The fossil slice of the primary energy pie shrinks by around one percentage point per year, going from 80% now to just below 50% in 2050.
Coal
— peaked at 8 Gt per year in 2014. Since then, total demand for coal has and will decline. The pandemic reduced coal demand by 7% in 2020. The demand rebound will not reach its previous peak, instead coal use will fall almost two-thirds from current levels by 2050.
Oil
— In 2020, demand was 75 million barrels per day (Mb/d) excluding natural gas liquids and biofuels. We predict a peak in 2025, at 86 Mb/d, 15% above today's level, before going into steady long-term decline. Demand will decrease slowly between 2025 and 2035, after which the decline becomes relatively steep, averag- ing -2.4% per year over the period 2035–2050. In 2050, expected global oil demand of 56 Mb/d (115 EJ) will be 45% lower than today. This decline is linked largely to falling demand in the transport sector, down 45% in the next 28 years. Production will be concentrated ever more strongly in Middle East and North Africa.
Natural gas
— peaks in 2036 and slowly tapers off to end some 10% below today's levels. It surpasses oil as the largest source of primary energy in the late 2040s. Gas has staying power owing to its diversity of uses — half of the demand for gas is as final energy in manufacturing, transport and buildings, and the other half through transformation for other final uses like electricity, petrochemicals and hydrogen production. Demand will vary considerably across regions: declining in OECD countries, growing in Greater China, but peaking there in the early 2030s, and tripling in the Indian Subconti- nent by 2050.

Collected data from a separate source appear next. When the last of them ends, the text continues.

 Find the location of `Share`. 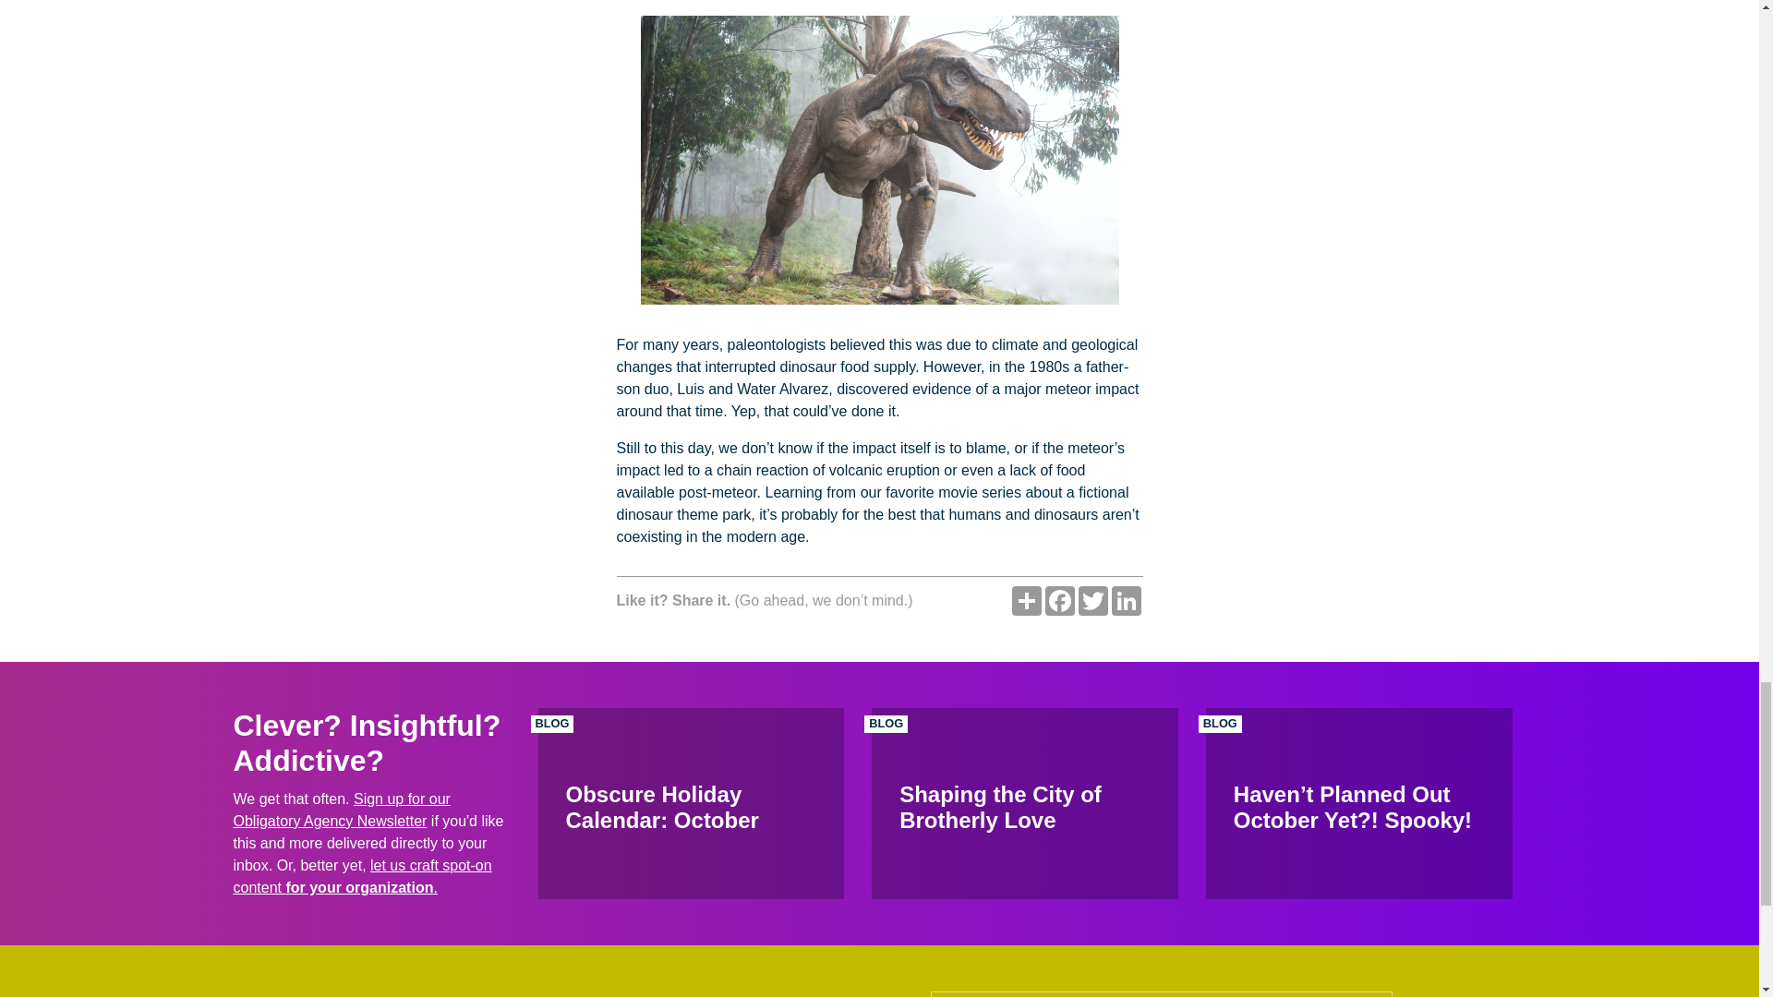

Share is located at coordinates (1027, 601).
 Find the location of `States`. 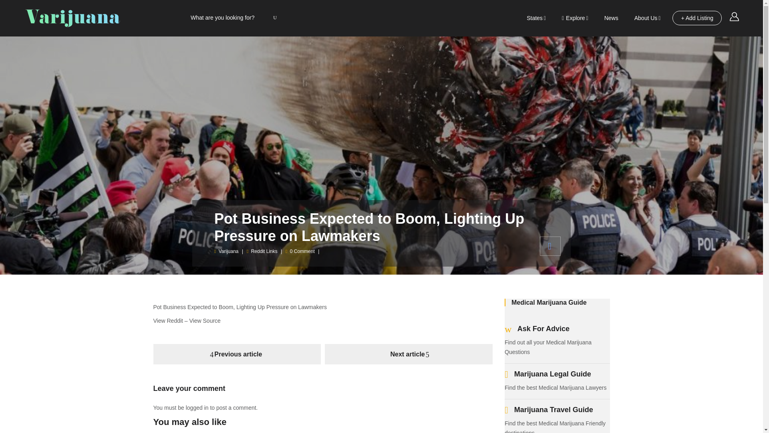

States is located at coordinates (536, 18).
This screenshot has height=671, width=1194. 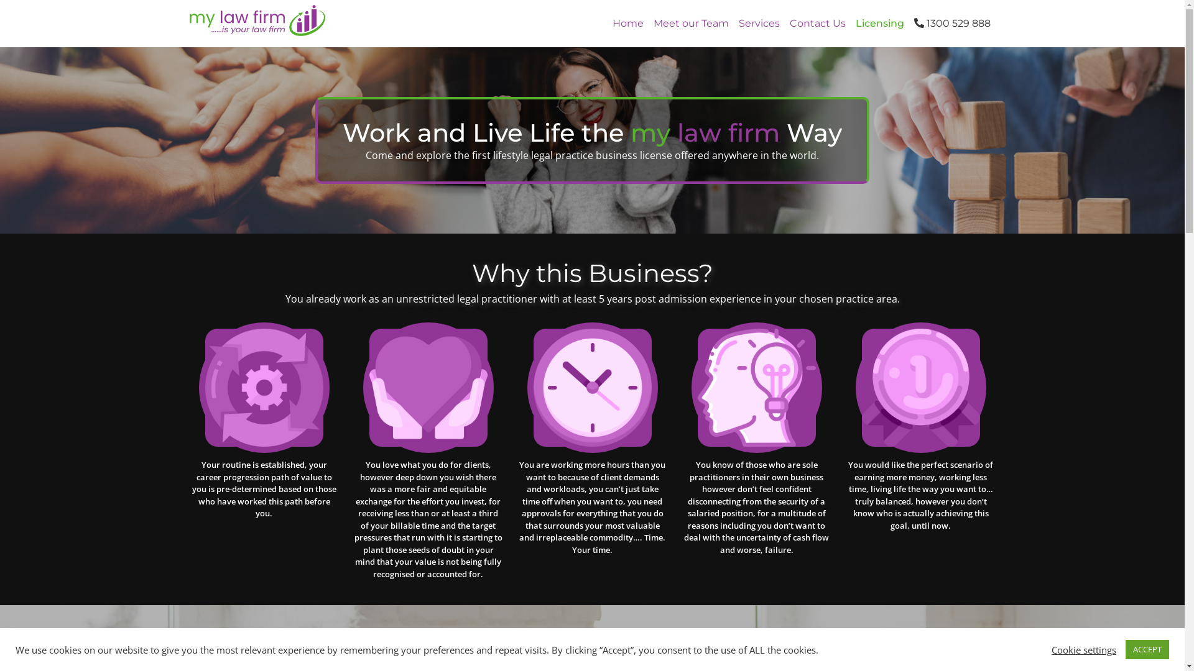 What do you see at coordinates (817, 24) in the screenshot?
I see `Contact Us` at bounding box center [817, 24].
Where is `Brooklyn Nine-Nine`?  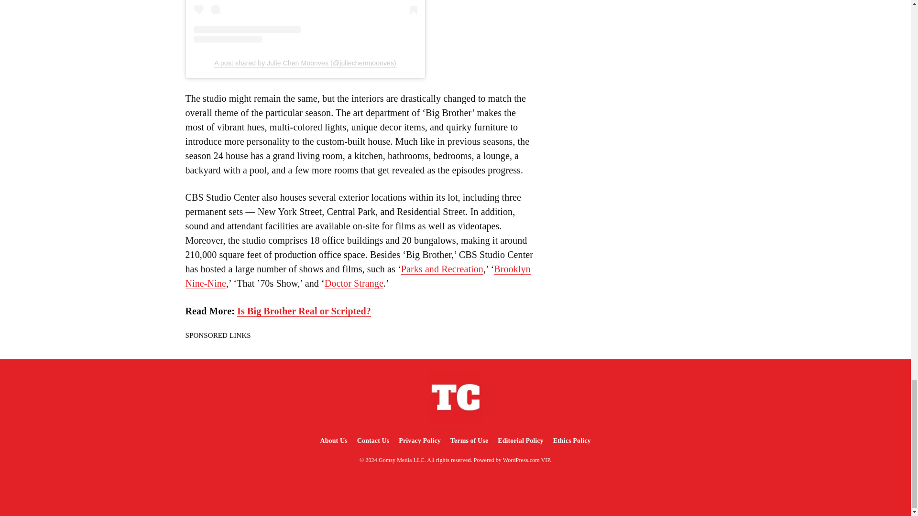 Brooklyn Nine-Nine is located at coordinates (358, 276).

By mid-century, just 12% of gas will be carbon free, of which hydrogen will supply roughly one quarter, with the balance made up through CCS in power and industry, and by biomethane. In modelling gas demand, we assume that today’s high prices persist through 2024 before gradually returning to 2021 levels. Sensitivity tests run with high prices lasting for six and up to 12 years show how that will damage the outlook for gas globally and in Europe in particular – where its use will halve within a decade.